What is the meaning of the phrase “go all “?
Is it from Crash Course Big History? How is it at around 10 minutes 28 seconds? Is an eruption
at the scale of millions of years almost constant? How come it’s impossible to blow up a super explosion with a nuke like the one that hits an asteroid (e.g. Grasshopper), but it’s dangerous if to go all Bruce Willis and shoot it with an asteroid (like the one I saw earlier) and a nuke can actually hurt earth!
Why doesn’t anyone turn into Bruce Willis?
How did you come to an opinion?
Read it as act the manner of, typically in an exaggerated way. This example is specifically referring to the movie Armageddon, where he attempted to blow up an asteroid with a nuclear bomb.
Athletes can not act like Bruce Willis, but not more. There’s nothing wrong with his acting, but don’t say that it means that “one must not be Bruce Willis”.
I don’t know enough about his films to know whether this is a reference to a particular character in a particular film, or whether it is suggesting that his characters in general tend to use an unreasonable level of violence.
Is this a reference to a movie? How do you prevent a volcanic eruption by using a thermonuclear device?
What do some people think about the ‘to be’ component, like ‘to get’ or the ‘to be’ component?
I call my school term Go, which has a multitude of meanings for many of my friends and family. This is one of those words with the most people around me. From the origin, the primary sense is to change one place to another (e.g. rushing from one place to another). Which one means “becoming something,” or to change your state? linking verb + adj.
- To become different, especially a bad way to go bald/blind/mad/bankrupt, etc.
- etc. To be different is to become different.
- Her hair is going grey. What about a woman with blonde blond hair?
- Milk has gone sour.
- What amazing things were going to happen to the little ones then all the memories went viral?
In formal registers, what you go / get /etc. are limited to adjective as to quality or state: she can go native, he can go barefoot, the woods can go silent, the sky can go cloudy, etc. In casual usage, however, anything goes ; you can go post or go medieval. You can do any of the following:
s she going lone wolf on his project?
The all here, like like or all like, can be interpreted as a filler. Though it can also be used for intensification, or conversely for hedging/quoting when means to say or express ( My dad goes “have you taken out the trash yet?” and I was all “I said I’d do it later” and my mom was like “Must we have this same argument every week?” “t”).
To go all Bruce Willis is probably just a even slangier way to say go Bruce Willis, i.e. “All Bobcats” or “All Bobcats.” ‘Brownies: At My Homefront’, done for stylistic/creative reasons to impart a friendly or casual tone. One could alternatively interpret it as perverse; to all Bruce Willis is to be in imitation of Bruce Willis, whereas to be Bruce Willis would suggest a more direct or complete personification. Some interesting posts on quotative all have beenn covered at EL&U by Hugo in 2012 and again by Sven Yangs in 2016.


Instructions for the task
Pull every line holding the word "Presence" out of the data and copy it.

Data tied to figure images:

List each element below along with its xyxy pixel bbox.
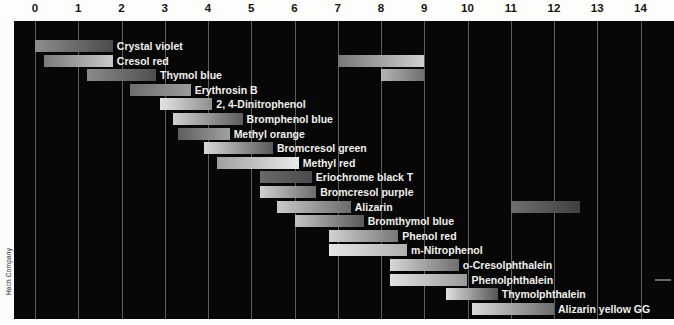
indicator-range-bar [390, 259, 459, 271]
axis-tick-label: 2 [118, 1, 124, 15]
indicator-range-bar [260, 171, 312, 183]
indicator-range-bar [173, 113, 242, 125]
axis-tick-label: 13 [591, 1, 604, 15]
axis-tick-label: 4 [205, 1, 211, 15]
ph-indicator-range-chart: 01234567891011121314 Crystal violetCreso… [0, 0, 674, 325]
credit-label: Hach Company [5, 242, 12, 302]
axis-tick-label: 3 [162, 1, 168, 15]
indicator-range-bar [338, 55, 425, 67]
indicator-range-bar [295, 215, 364, 227]
indicator-range-bar [35, 40, 113, 52]
axis-tick-label: 11 [505, 1, 517, 15]
axis-tick-label: 7 [335, 1, 341, 15]
indicator-range-bar [130, 84, 191, 96]
axis-tick-label: 1 [75, 1, 81, 15]
axis-tick-label: 8 [378, 1, 384, 15]
indicator-range-bar [472, 303, 554, 315]
indicator-range-bar [44, 55, 113, 67]
indicator-range-bar [204, 142, 273, 154]
axis-tick-label: 0 [32, 1, 38, 15]
indicator-range-bar [390, 274, 468, 286]
edge-tick-mark [655, 279, 671, 281]
indicator-range-bar [511, 201, 580, 213]
axis-tick-label: 5 [248, 1, 254, 15]
indicator-row: Alizarin yellow GG [14, 301, 674, 318]
indicator-range-bar [329, 230, 398, 242]
indicator-range-bar [87, 69, 156, 81]
axis-tick-label: 9 [421, 1, 427, 15]
axis-tick-label: 10 [461, 1, 474, 15]
indicator-label: Alizarin yellow GG [554, 301, 650, 318]
axis-tick-label: 12 [548, 1, 561, 15]
indicator-range-bar [217, 157, 299, 169]
plot-area: Crystal violetCresol redThymol blueEryth… [14, 21, 674, 319]
indicator-range-bar [277, 201, 351, 213]
ph-axis: 01234567891011121314 [0, 0, 674, 21]
indicator-range-bar [178, 128, 230, 140]
indicator-range-bar [160, 98, 212, 110]
indicator-range-bar [260, 186, 316, 198]
indicator-range-bar [446, 288, 498, 300]
indicator-range-bar [329, 244, 407, 256]
indicator-range-bar [381, 69, 424, 81]
axis-tick-label: 6 [291, 1, 297, 15]
axis-tick-label: 14 [634, 1, 647, 15]
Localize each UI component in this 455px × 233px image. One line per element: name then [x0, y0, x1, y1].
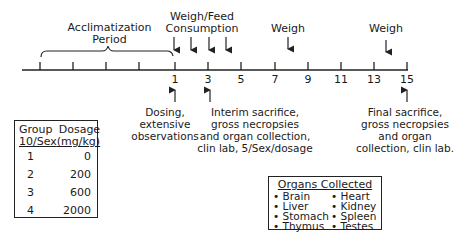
tick-label-15: 15 [397, 74, 417, 86]
table-row: 42000 [15, 202, 97, 220]
organs-collected-box: Organs Collected Brain Heart Liver Kidne… [268, 176, 382, 230]
tick-label-5: 5 [231, 74, 251, 86]
acclimatization-brace [41, 46, 173, 57]
table-row: 3600 [15, 184, 97, 202]
list-item: Thymus [273, 221, 331, 231]
tick-label-1: 1 [165, 74, 185, 86]
tick-label-13: 13 [364, 74, 384, 86]
weigh-label-1: Weigh [268, 23, 308, 35]
organs-list: Brain Heart Liver Kidney Stomach Spleen … [273, 191, 377, 231]
final-sacrifice-label: Final sacrifice, gross necropsies and or… [355, 106, 455, 154]
table-header: Group 10/Sex Dosage (mg/kg) [15, 121, 97, 148]
table-row: 2200 [15, 166, 97, 184]
tick-label-11: 11 [331, 74, 351, 86]
acclimatization-label: Acclimatization Period [62, 22, 157, 46]
acclimatization-ticks [40, 62, 139, 70]
weigh-feed-arrows [174, 37, 226, 50]
tick-label-9: 9 [298, 74, 318, 86]
weigh-feed-label: Weigh/Feed Consumption [162, 11, 242, 35]
tick-label-3: 3 [198, 74, 218, 86]
group-dosage-table: Group 10/Sex Dosage (mg/kg) 10 2200 3600… [14, 120, 98, 218]
list-item: Testes [331, 221, 381, 231]
week-ticks [175, 62, 407, 70]
interim-sacrifice-label: Interim sacrifice, gross necropsies and … [193, 106, 317, 154]
table-row: 10 [15, 148, 97, 166]
weigh-label-2: Weigh [366, 23, 406, 35]
tick-label-7: 7 [265, 74, 285, 86]
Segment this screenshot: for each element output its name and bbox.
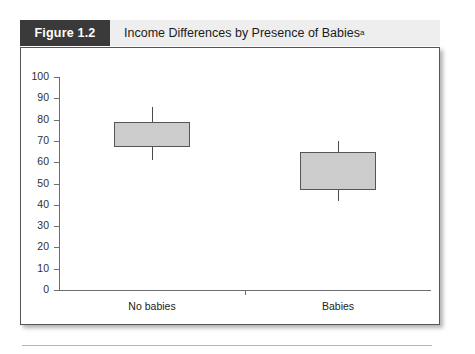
y-axis-tick-mark bbox=[54, 269, 59, 270]
y-axis-tick-mark bbox=[54, 226, 59, 227]
y-axis-tick-label: 60 bbox=[37, 155, 54, 167]
figure-caption-text: Income Differences by Presence of Babies bbox=[124, 26, 360, 40]
chart-panel: 1009080706050403020100 No babiesBabies bbox=[20, 47, 440, 325]
y-axis-tick-mark bbox=[54, 205, 59, 206]
y-axis-tick: 60 bbox=[54, 162, 59, 163]
y-axis-tick-mark bbox=[54, 77, 59, 78]
footer-divider bbox=[22, 345, 432, 346]
y-axis-tick-label: 70 bbox=[37, 134, 54, 146]
y-axis-tick-label: 30 bbox=[37, 219, 54, 231]
boxplot-box bbox=[300, 152, 376, 190]
y-axis-tick-mark bbox=[54, 141, 59, 142]
y-axis-tick: 90 bbox=[54, 98, 59, 99]
y-axis-tick: 70 bbox=[54, 141, 59, 142]
y-axis-tick: 40 bbox=[54, 205, 59, 206]
y-axis-tick-label: 90 bbox=[37, 91, 54, 103]
y-axis-tick-label: 10 bbox=[37, 262, 54, 274]
y-axis-tick: 30 bbox=[54, 226, 59, 227]
y-axis-tick-mark bbox=[54, 290, 59, 291]
figure-caption: Income Differences by Presence of Babies… bbox=[110, 20, 440, 46]
y-axis-tick-label: 40 bbox=[37, 198, 54, 210]
y-axis-tick-label: 0 bbox=[43, 283, 54, 295]
y-axis-tick: 80 bbox=[54, 120, 59, 121]
plot-area: 1009080706050403020100 No babiesBabies bbox=[21, 48, 441, 326]
y-axis-tick-mark bbox=[54, 247, 59, 248]
y-axis-line bbox=[59, 77, 60, 290]
x-axis-label: No babies bbox=[128, 300, 175, 312]
boxplot-box bbox=[114, 122, 190, 148]
y-axis-tick-mark bbox=[54, 184, 59, 185]
y-axis-tick-label: 80 bbox=[37, 113, 54, 125]
y-axis-tick: 50 bbox=[54, 184, 59, 185]
y-axis-tick-mark bbox=[54, 120, 59, 121]
figure-header: Figure 1.2 Income Differences by Presenc… bbox=[20, 20, 440, 46]
y-axis-tick: 100 bbox=[54, 77, 59, 78]
y-axis-tick-label: 100 bbox=[31, 70, 54, 82]
y-axis-tick: 20 bbox=[54, 247, 59, 248]
y-axis-tick: 10 bbox=[54, 269, 59, 270]
y-axis-tick-mark bbox=[54, 98, 59, 99]
figure-root: Figure 1.2 Income Differences by Presenc… bbox=[0, 0, 475, 354]
y-axis-tick-mark bbox=[54, 162, 59, 163]
y-axis-tick-label: 50 bbox=[37, 177, 54, 189]
x-axis-label: Babies bbox=[322, 300, 354, 312]
y-axis-tick-label: 20 bbox=[37, 240, 54, 252]
figure-number-tag: Figure 1.2 bbox=[20, 20, 110, 46]
y-axis-tick: 0 bbox=[54, 290, 59, 291]
x-axis-tick bbox=[245, 290, 246, 295]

Expected output
figure-caption-text: Income Differences by Presence of Babies bbox=[124, 26, 360, 40]
figure-caption: Income Differences by Presence of Babies… bbox=[110, 20, 440, 46]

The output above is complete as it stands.